Stay grounded during an industrys evolution
Stay grounded during an industry's evolution

Switch11 goes on to say that Amazon’s position in the market is essentially “democratic,” even though it acts as a pricing arbitrator. Governments that set pricing ruin economies. Amazon is making useful early suggestions about pricing but is smart enough to know it must let prices find their own level. Building on the Amazon qua democratizing hero, Switch11’s argument goes: “Publishers are used to the status quo i.e. they control what gets published, they make the lion’s share of the profits, we read what they decide we should read, and so forth.” There is also the standard “we are at the beginning of a revolution” rhetoric, but really, it’s an evolution. Revolution is what is happening in Iran. In publishing the krill shrimp that were authors and small publishers suddenly are equals in the food chain with industrial publishing whales. The big question now is what to do with all the blubber in the old system, and that’s Switch11’s point, though it is buried in a lot of finger-pointing.
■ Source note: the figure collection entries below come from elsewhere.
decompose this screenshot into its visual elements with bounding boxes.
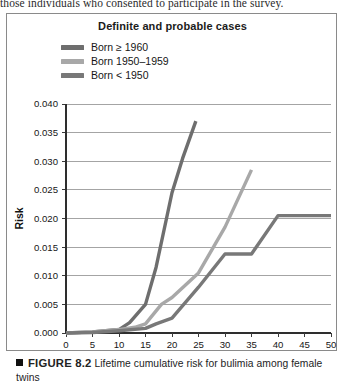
chart-svg: 0.0000.0050.0100.0150.0200.0250.0300.035… [7, 14, 338, 352]
plot-area: 0.0000.0050.0100.0150.0200.0250.0300.035… [7, 14, 338, 352]
caption-figure-number: FIGURE 8.2 [28, 357, 92, 369]
x-tick-label: 15 [140, 339, 151, 350]
figure-box: Definite and probable cases Born ≥ 1960 … [6, 13, 337, 351]
y-tick-label: 0.015 [34, 242, 58, 253]
x-tick-label: 10 [114, 339, 125, 350]
series-line-0 [66, 121, 196, 333]
y-tick-label: 0.000 [34, 327, 58, 338]
y-axis-title: Risk [13, 207, 25, 229]
y-tick-label: 0.020 [34, 213, 58, 224]
x-tick-label: 30 [220, 339, 231, 350]
surrounding-body-text: those individuals who consented to parti… [0, 0, 344, 11]
x-tick-label: 50 [326, 339, 337, 350]
x-tick-label: 45 [299, 339, 310, 350]
figure-caption: FIGURE 8.2 Lifetime cumulative risk for … [16, 357, 336, 384]
x-tick-label: 0 [63, 339, 68, 350]
x-tick-label: 20 [167, 339, 178, 350]
x-tick-label: 35 [246, 339, 257, 350]
x-tick-label: 40 [273, 339, 284, 350]
y-tick-label: 0.035 [34, 127, 58, 138]
y-tick-label: 0.030 [34, 156, 58, 167]
x-tick-label: 25 [193, 339, 204, 350]
y-tick-label: 0.005 [34, 299, 58, 310]
y-tick-label: 0.025 [34, 184, 58, 195]
y-tick-label: 0.010 [34, 270, 58, 281]
x-tick-label: 5 [90, 339, 95, 350]
y-tick-label: 0.040 [34, 98, 58, 109]
caption-square-icon [16, 359, 23, 366]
Kindle didn’t start this change, desktop publishing and cheap printing exploded the economics of the publishing industry in the 80s, as did the Web in the 90s. Self-publishing innovation has dramatically expanded the number of titles published in paper each year, with more than 10 times as many titles published in 2008 than in 1990 (a link to this coming, in the growing BooksAhead statistics pages). That’s an order-of-magnitude change in paper titles published. You won’t see one often. We’re early in a long change, but not a competition between aristocratic publishers and the reading public, rather it’s a rising tide of competition within publishing, from all corners of the map, that cannot be accommodated by existing distribution and marketing infrastructures.
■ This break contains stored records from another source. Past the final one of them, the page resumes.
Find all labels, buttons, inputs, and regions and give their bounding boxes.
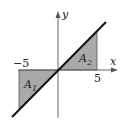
y-axis-arrow-icon (56, 11, 61, 18)
x-axis-label: x (110, 55, 117, 68)
tick-neg-5: −5 (13, 57, 29, 70)
plot-canvas: y x −5 5 A1 A2 (0, 0, 121, 122)
tick-pos-5: 5 (94, 72, 101, 85)
diagram: y x −5 5 A1 A2 (0, 0, 121, 122)
x-axis-arrow-icon (111, 68, 118, 73)
y-axis-label: y (61, 8, 69, 21)
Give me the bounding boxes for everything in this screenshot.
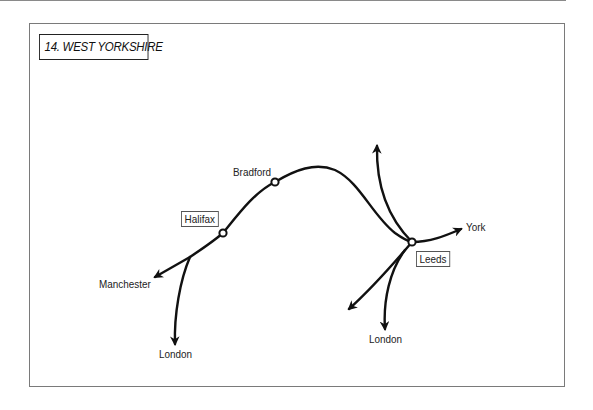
london-east-label: London	[369, 333, 402, 345]
halifax-station-marker	[219, 229, 226, 236]
bradford-label: Bradford	[233, 166, 271, 178]
york-branch	[412, 229, 461, 242]
manchester-label: Manchester	[99, 278, 151, 290]
route-map	[0, 0, 593, 410]
halifax-label: Halifax	[181, 211, 218, 227]
london-west-branch	[175, 257, 190, 344]
bradford-station-marker	[271, 178, 278, 185]
leeds-label: Leeds	[416, 251, 450, 267]
york-label: York	[466, 221, 485, 233]
leeds-station-marker	[408, 238, 415, 245]
london-west-label: London	[159, 348, 192, 360]
north-branch	[377, 146, 412, 242]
Putatively, anyone can reach an audience with a book, in either paper or electronic form. The reality is that it is hard to reach a large market, but the economics continue to change. For this market to develop most efficiently, a distributor like Amazon cannot be setting prices. Instead, all publishers should be free to set prices and let the market work out what the right price is for each intellectual product out there. My guess is that Simon and Schuster’s price experimentation with Scribd will be useful as an exercise in facing reality, as Amazon has set the market’s expectations at $9.99 for a recent bestseller. But even Amazon doesn’t enforce a single price point. One price doesn’t fit all, and it’s good that we’re seeing price-based competition in the market. What we really need, in addition to that, is more innovation in the idea of what a book is. We haven’t even scratched the surface of how texts and culture will change as a result of innovation.

Switch11 writes that “by 2012 we’ll be living in a world where the majority of the power and benefits lie with readers and authors.” With publishing margins in low single digits, it’s clear we live in that world now. What will continue to change is the number of people and companies that will be publishing for a profit, as well we’ll see a flood of quality free publishing efforts that seek other compensation, such as social influence, political power and commercial relationships with an audience. If we’re going to measure the success of this “revolution” by the shuttering of publishing house offices, that is the mistake.

There is no enemy, and no need for enemies, just for more participation.